If you want to get a lot of emails, leave out someone’s favorite writing tool. At least that is what I learned with today’s look at Mac writing tools. I got a lot of suggestions from people, and while I don’t have the time nor the desire to check them all out I thought I would share them with all of you. Here they are in no particular order, with what I know about them or copied and pasted from the site.
- MacVim: “a port of the text editor Vim to Mac OS X.”
- GNU/Emacs: “an extensible, customizable text editor—and more. At its core is an interpreter for Emacs Lisp, a dialect of the Lisp programming language with extensions to support text editing.”
- Internet Type Writer: this one is just a web app, but pretty neat and never heard of it before so I thought I would include it.
- Bean: “Bean is a small, easy-to-use word processor (or more precisely, a rich text editor), designed to make writing convenient, efficient and comfortable. Bean is Open Source, fully Cocoa, and is available free of charge!”
- Mellel: billed as a word processor for technical writing, among other things.
- Fraise: I am told this is the (more) active project to the now dead Smultron that I mention in the previous post.
- SubEthaEdit: “a powerful and lean text editor. And it’s the only collaborative one that is a joy to use. By combining the ease of Bonjour with the world’s best text collaboration engine, it makes working together not only possible but even fun…”
- Nisus Writer: “a word processor that’s fast, clean, and with all the power you need.”
- Komodo Edit: “a fast, smart, free and open-source code editor. Switching your trusty code editor is hard, but give Komodo Edit (or its big brother Komodo IDE) a try: it’ll be worth your while.”

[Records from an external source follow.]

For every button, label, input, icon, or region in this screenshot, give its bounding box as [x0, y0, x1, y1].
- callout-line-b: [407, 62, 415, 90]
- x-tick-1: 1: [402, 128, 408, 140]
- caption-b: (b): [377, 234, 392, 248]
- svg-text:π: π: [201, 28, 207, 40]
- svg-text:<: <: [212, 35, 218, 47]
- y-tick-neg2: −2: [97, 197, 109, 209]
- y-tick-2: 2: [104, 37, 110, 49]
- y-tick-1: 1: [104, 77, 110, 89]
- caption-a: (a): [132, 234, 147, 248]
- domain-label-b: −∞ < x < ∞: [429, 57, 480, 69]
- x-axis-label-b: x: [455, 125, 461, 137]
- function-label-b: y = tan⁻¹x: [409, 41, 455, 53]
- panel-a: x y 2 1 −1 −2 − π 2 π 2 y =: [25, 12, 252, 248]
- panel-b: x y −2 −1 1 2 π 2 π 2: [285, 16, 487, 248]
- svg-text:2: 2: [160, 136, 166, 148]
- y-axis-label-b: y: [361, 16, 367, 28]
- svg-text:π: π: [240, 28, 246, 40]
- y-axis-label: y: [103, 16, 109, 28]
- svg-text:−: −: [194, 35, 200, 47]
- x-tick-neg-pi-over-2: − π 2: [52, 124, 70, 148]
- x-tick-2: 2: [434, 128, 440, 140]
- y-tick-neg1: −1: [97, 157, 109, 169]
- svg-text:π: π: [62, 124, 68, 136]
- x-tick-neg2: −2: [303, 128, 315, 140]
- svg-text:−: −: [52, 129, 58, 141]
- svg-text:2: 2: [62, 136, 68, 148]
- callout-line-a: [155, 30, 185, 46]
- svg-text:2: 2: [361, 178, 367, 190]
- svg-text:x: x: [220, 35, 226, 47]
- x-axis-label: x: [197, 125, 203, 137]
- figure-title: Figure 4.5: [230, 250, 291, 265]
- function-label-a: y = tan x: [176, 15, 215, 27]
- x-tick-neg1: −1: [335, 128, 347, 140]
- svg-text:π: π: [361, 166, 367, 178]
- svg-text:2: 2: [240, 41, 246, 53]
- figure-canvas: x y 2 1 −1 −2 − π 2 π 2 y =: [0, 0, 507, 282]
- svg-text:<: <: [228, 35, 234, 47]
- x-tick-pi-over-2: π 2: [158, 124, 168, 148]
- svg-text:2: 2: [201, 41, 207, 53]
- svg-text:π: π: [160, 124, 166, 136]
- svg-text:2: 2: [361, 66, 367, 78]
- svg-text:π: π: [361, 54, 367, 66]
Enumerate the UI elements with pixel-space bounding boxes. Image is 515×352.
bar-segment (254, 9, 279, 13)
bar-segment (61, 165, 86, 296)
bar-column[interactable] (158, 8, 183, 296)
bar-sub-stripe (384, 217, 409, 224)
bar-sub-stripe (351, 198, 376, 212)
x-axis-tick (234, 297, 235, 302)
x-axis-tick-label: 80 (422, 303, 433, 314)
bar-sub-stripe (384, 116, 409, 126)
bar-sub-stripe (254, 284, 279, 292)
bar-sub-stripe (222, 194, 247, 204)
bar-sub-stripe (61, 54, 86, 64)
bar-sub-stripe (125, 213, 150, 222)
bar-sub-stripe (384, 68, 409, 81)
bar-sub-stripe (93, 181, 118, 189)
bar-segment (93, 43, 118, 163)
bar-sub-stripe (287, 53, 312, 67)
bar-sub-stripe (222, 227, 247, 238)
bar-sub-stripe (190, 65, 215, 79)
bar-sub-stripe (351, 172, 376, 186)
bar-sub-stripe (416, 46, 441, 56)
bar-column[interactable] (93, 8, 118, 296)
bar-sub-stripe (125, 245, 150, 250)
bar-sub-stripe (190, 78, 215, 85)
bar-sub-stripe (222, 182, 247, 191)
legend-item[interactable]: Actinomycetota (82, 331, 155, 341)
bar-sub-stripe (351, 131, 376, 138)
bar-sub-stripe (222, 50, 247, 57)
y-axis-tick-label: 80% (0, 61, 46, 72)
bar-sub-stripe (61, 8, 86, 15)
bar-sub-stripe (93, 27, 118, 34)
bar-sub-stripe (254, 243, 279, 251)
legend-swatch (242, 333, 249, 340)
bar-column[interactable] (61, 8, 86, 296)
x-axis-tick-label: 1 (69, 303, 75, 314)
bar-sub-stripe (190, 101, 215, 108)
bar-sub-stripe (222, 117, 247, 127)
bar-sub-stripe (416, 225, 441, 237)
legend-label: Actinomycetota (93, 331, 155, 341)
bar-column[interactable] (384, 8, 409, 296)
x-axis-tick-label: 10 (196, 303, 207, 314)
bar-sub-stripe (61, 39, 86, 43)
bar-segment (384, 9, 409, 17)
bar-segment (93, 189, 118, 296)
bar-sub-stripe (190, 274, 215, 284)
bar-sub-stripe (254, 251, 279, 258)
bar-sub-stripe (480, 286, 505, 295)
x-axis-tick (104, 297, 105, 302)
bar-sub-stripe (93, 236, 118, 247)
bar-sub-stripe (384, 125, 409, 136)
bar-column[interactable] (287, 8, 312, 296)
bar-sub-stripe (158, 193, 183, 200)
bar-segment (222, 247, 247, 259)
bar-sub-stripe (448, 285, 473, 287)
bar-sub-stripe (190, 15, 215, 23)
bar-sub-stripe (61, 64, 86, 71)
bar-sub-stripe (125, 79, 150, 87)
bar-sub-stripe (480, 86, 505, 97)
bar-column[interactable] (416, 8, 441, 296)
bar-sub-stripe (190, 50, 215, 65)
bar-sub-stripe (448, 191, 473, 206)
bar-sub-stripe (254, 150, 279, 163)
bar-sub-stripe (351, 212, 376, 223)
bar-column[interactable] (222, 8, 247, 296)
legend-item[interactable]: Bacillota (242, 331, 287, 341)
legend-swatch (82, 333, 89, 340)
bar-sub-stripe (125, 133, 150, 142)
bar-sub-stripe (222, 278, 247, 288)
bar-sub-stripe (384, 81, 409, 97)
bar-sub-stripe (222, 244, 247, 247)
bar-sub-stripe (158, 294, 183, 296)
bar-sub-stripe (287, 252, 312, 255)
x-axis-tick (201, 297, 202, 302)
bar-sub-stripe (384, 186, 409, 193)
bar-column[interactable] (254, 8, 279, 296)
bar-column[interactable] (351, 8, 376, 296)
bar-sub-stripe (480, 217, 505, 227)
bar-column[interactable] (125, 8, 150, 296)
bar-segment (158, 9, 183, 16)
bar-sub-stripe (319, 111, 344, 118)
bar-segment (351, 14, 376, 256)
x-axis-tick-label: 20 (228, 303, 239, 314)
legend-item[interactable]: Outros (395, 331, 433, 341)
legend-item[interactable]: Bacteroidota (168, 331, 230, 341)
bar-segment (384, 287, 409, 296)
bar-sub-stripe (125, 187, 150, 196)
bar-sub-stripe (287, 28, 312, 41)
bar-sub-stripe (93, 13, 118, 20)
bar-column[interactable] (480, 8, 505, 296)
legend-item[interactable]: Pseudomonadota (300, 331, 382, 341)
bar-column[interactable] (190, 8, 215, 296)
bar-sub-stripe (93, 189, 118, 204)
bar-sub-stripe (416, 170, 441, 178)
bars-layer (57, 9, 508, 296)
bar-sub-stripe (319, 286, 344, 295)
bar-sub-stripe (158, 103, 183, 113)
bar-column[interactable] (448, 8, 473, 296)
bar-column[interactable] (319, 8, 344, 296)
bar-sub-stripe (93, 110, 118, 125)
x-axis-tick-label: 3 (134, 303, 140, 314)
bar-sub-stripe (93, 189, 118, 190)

- Cetix: this one seems pretty interesting and certainly geared towards media production, not writing per se, but screen writing for sure.
- TextMate Blogging Bundle: Justin Blanton emailed in to remind me that he has a TextMate bundle to help preview and publish from TextMate to a blog. It is pretty sweet so I do apologize for not linking to it earlier. He also has the sript working for Chromium/Chrome users here.
- [Updated: 11/15/10 at 4:15 PM]
- xPad: ” the ultimate notepad, TextEdit and Stickies replacement for Apple’s OS X. With a simple, easy-to-use interface and powerful multi-document features, xPad will quickly become your daily text editor of choice.”
I will be updating this as more come in, so feel free to get in contact if you have more, be sure to also check out the original writing tools post.